Qwilleran chopped chicken livers for the cats, warmed them in a little broth, and arranged the delicacy on a plate the way they liked it, with juices puddling in the center and bite-size morsels of meat around the rim.

"Lucky beggars!" he said. They could eat all they wanted without gaining an oUnce. Under their sleek fawn-colored fur they were lean and muscular. Al- though they moved with grace and feather-light tread, there was strength in their hind legs that carried them to the top of the refrigerator in a single effortless leap.

Qwilleran watched them for a while and then turned his attention to his new assignment, sitting down at the typewriter to make a list of restaurants. He always left a fresh sheet of paper in position around the platen, ready for action — a writer's trick that made it easier to get started — and as he glanced at this paper, his fingers halted over the keys. He put on his new glasses and had a closer look. There was a single letter typed at the top of the page.

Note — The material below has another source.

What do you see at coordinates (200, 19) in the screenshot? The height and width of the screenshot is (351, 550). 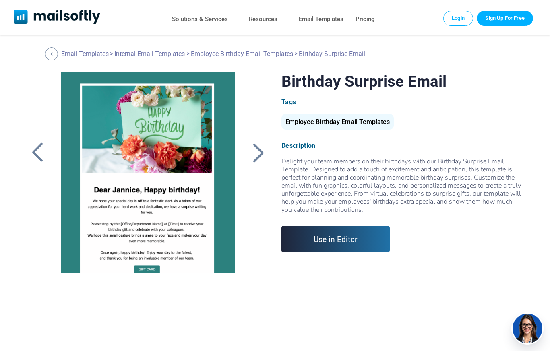 I see `a: Solutions & Services` at bounding box center [200, 19].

"By golly, I knew you'd learn to operate this machine sooner or later," he said over his shoulder, and there was a gargled response from the kitchen, as Koko simultaneously swallowed a bit of liver and made an offhand comment.

It was a capital T. The keyboard was locked in upper case. Koko had apparently stepped on the shift lock with his left paw and on the letter key with his right.

Qwilleran added, "oledo Tombs" to Koko's T and then listed the Golden Lamb Chop, the Medium Rare Room at the Stilton Hotel, and several roadhouses, ethnic restaurants, and underground bistros.

Then he dressed for dinner, shedding the tweed sports coat, the red plaid tie, the gray button-down shirt, and the dust-colored slacks that constituted his uniform at the Daily Fluxion. In doing so, he caught a glimpse of himself in the full-length mirror, and what he saw he did not like. His face was fleshed out; his upper arms were flabby; where he should have been concave, he was convex.